(shrug) Sure, if I live in a world where nothing I do can meaningfully advance anything which I value more than pleasure (either because I don't value anything more than pleasure, or because it's a post-scarcity world where I can't meaningfully add value along any other axis), and I value pleasure at all, then I ought to wirehead, since it's the possible act with the highest expected value.
Said more succinctly, if nothing else I do can matter, I might as well wirehead.
Relatedly, if we additionally posit that this fictional post-scarcity world is such that I get the same valuable benefits (happiness, pleasure, etc.) whether I wirehead or not, then I no longer ought to wirehead (though neither is it true that I ought not wirehead). In that world nothing I do or don't do matters; there is no act X such that I ought to X or ought not X.
Which sounds kind of cool, actually, although I do realize there is social pressure to say otherwise.
I was browsing my RSS feed, as one does, and came across a New York Times article, "A Village With the Numbers, Not the Image, of the Poorest Place", about the Satmar Hasidic Jews of Kiryas Joel (NY).
Their interest lies in their extraordinarily high birthrate & population growth, and their poverty - which are connected. From the article:
From Wikipedia:
Robin Hanson has argued that uploaded/emulated minds will establish a new Malthusian/Darwinian equilibrium in "IF UPLOADS COME FIRST: The crack of a future dawn" - an equilibrium in comparison to which our own economy will look like a delusive dreamtime of impossibly unfit and libertine behavior. The demographic transition will not last forever. But despite our own distaste for countless lives living at near-subsistence rather than our own extreme per-capita wealth (see the Repugnant Conclusion), those many lives will be happy ones (even amidst disaster).
So. Are the inhabitants of Kiryas Joel unhappy?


### Task description
Set down the line that has "pixels, height=655 pixels." and each line beneath it, through the last line of the entries, exactly and with no others.

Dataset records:
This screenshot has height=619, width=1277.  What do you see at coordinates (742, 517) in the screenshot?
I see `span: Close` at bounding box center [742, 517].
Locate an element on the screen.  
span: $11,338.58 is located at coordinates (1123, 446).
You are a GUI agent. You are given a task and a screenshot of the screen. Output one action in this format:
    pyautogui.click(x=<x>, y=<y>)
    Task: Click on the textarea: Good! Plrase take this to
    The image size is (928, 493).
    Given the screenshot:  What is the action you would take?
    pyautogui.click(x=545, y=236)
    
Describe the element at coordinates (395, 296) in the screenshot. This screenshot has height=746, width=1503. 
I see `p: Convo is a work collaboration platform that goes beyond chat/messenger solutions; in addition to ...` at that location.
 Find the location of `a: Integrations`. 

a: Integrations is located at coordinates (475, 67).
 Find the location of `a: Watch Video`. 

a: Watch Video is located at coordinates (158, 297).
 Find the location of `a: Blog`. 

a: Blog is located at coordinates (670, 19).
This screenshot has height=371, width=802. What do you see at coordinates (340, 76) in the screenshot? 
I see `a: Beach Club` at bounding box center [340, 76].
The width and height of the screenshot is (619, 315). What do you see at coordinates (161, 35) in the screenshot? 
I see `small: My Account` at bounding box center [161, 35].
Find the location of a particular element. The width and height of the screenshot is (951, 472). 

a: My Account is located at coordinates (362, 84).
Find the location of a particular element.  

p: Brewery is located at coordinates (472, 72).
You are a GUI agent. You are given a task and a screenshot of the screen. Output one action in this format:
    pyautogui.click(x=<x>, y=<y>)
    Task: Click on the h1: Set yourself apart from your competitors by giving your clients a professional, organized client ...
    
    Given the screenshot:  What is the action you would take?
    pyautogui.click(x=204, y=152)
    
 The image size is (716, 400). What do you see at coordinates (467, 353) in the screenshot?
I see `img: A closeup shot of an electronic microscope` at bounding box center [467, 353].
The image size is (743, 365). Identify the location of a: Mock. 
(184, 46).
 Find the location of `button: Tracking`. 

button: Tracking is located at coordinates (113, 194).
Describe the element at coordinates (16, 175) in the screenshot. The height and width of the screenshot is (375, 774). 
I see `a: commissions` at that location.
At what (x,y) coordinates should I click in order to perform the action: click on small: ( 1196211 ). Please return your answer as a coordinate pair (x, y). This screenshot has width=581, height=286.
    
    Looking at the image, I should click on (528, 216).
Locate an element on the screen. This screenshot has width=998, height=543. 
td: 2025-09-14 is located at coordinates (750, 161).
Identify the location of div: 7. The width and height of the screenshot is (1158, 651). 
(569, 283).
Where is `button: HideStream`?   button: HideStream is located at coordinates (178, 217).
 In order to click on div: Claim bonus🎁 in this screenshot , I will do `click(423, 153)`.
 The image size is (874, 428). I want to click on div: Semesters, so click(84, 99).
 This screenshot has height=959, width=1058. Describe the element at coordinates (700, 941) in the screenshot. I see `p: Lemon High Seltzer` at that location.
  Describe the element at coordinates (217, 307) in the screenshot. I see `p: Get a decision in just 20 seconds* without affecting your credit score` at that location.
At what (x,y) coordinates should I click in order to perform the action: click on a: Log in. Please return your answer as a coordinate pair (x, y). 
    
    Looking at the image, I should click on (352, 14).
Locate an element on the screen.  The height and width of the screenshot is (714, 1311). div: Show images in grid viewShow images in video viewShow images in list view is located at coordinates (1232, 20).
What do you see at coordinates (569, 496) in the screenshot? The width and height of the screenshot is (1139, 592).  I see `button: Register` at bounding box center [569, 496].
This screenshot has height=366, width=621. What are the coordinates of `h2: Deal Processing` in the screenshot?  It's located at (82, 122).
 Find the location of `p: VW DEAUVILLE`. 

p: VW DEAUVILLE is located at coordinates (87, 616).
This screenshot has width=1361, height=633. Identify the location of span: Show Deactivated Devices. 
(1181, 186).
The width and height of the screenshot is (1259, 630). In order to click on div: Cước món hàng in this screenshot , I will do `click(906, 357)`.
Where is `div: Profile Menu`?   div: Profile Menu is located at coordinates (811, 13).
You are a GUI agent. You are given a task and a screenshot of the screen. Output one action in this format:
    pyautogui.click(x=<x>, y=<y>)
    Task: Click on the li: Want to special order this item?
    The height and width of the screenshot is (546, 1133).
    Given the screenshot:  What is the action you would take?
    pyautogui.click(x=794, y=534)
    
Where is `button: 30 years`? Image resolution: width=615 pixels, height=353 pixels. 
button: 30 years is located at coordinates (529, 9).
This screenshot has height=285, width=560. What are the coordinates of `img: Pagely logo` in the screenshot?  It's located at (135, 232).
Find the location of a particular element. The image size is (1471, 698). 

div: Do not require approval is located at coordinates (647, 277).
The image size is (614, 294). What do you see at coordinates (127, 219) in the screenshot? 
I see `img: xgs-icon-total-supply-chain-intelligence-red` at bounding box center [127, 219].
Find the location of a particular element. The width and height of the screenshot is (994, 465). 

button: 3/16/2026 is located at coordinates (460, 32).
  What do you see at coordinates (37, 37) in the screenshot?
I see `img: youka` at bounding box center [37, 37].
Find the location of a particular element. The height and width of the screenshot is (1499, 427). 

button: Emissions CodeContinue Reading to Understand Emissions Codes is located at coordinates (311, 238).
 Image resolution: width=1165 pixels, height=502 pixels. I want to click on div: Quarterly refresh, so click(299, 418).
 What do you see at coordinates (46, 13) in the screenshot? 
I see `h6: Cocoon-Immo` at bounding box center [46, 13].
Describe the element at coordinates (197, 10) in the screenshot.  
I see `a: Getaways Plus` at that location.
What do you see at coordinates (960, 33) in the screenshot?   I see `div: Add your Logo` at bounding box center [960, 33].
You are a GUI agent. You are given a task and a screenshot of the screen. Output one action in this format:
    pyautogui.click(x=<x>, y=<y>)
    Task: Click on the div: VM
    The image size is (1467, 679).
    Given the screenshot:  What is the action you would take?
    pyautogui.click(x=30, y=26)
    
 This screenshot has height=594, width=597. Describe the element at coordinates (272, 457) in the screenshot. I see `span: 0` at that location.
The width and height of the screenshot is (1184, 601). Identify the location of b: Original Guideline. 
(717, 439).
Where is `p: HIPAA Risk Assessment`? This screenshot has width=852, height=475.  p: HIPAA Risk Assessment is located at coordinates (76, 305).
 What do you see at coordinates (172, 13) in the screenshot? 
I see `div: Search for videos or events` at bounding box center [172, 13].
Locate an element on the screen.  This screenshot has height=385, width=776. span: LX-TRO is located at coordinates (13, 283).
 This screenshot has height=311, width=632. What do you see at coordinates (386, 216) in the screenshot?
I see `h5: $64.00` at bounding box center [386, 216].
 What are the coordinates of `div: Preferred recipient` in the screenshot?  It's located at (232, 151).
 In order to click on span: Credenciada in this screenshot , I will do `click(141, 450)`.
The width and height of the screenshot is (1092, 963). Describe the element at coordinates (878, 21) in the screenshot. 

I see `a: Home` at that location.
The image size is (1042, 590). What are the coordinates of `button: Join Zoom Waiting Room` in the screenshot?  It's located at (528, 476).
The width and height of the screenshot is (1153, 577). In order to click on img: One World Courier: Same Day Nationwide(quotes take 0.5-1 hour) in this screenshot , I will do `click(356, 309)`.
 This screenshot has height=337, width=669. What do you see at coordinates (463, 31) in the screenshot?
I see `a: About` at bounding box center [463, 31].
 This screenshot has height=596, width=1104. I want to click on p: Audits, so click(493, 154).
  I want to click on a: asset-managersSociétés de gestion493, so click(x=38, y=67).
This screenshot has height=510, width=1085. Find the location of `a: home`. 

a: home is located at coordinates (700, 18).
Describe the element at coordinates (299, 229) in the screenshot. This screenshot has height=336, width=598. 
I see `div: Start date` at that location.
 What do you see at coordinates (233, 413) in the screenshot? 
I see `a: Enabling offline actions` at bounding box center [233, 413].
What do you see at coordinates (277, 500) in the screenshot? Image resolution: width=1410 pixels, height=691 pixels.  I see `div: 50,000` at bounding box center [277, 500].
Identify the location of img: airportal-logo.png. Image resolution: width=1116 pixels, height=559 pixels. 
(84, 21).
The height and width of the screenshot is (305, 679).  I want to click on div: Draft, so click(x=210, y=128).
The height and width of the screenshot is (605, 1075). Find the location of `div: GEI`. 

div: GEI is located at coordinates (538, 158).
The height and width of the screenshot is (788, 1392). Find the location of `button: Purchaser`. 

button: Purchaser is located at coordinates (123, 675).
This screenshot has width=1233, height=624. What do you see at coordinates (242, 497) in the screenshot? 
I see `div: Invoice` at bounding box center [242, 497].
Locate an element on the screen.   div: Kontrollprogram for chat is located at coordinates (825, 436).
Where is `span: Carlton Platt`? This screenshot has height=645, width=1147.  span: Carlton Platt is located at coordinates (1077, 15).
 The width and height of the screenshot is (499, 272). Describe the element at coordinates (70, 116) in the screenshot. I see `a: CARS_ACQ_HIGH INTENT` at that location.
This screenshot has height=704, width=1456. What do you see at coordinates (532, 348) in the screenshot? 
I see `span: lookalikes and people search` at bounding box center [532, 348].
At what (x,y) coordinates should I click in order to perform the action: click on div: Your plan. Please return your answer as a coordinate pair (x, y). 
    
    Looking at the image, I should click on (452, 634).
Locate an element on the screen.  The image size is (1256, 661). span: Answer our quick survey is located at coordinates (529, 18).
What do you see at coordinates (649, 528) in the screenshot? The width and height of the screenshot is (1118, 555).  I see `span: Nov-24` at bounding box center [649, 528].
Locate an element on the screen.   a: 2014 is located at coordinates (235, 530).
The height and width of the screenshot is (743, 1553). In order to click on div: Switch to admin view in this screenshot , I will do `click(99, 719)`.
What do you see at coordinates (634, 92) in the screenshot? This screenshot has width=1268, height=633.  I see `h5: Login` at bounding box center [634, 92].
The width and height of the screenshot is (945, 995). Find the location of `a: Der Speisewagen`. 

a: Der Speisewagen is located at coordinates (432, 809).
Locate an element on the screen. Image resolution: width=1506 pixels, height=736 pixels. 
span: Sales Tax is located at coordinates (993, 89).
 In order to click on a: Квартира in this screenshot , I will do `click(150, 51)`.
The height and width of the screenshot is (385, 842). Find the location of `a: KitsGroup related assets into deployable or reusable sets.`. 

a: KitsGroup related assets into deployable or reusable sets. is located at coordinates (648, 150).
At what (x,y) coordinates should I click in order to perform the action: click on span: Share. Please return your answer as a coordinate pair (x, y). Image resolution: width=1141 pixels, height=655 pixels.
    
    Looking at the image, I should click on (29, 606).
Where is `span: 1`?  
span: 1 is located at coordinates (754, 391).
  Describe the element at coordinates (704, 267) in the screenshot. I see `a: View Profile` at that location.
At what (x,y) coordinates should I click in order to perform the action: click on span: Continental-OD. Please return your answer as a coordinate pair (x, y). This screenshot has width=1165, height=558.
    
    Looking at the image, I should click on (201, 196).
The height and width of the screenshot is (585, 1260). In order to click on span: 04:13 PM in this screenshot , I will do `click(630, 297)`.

### Answer space
At what (x,y) coordinates should I click in order to perform the action: click on span: Share. Please return your answer as a coordinate pair (x, y). Image resolution: width=1141 pixels, height=655 pixels.
    
    Looking at the image, I should click on (29, 606).
Where is `span: 1`?  
span: 1 is located at coordinates (754, 391).
  Describe the element at coordinates (704, 267) in the screenshot. I see `a: View Profile` at that location.
At what (x,y) coordinates should I click in order to perform the action: click on span: Continental-OD. Please return your answer as a coordinate pair (x, y). This screenshot has width=1165, height=558.
    
    Looking at the image, I should click on (201, 196).
The height and width of the screenshot is (585, 1260). In order to click on span: 04:13 PM in this screenshot , I will do `click(630, 297)`.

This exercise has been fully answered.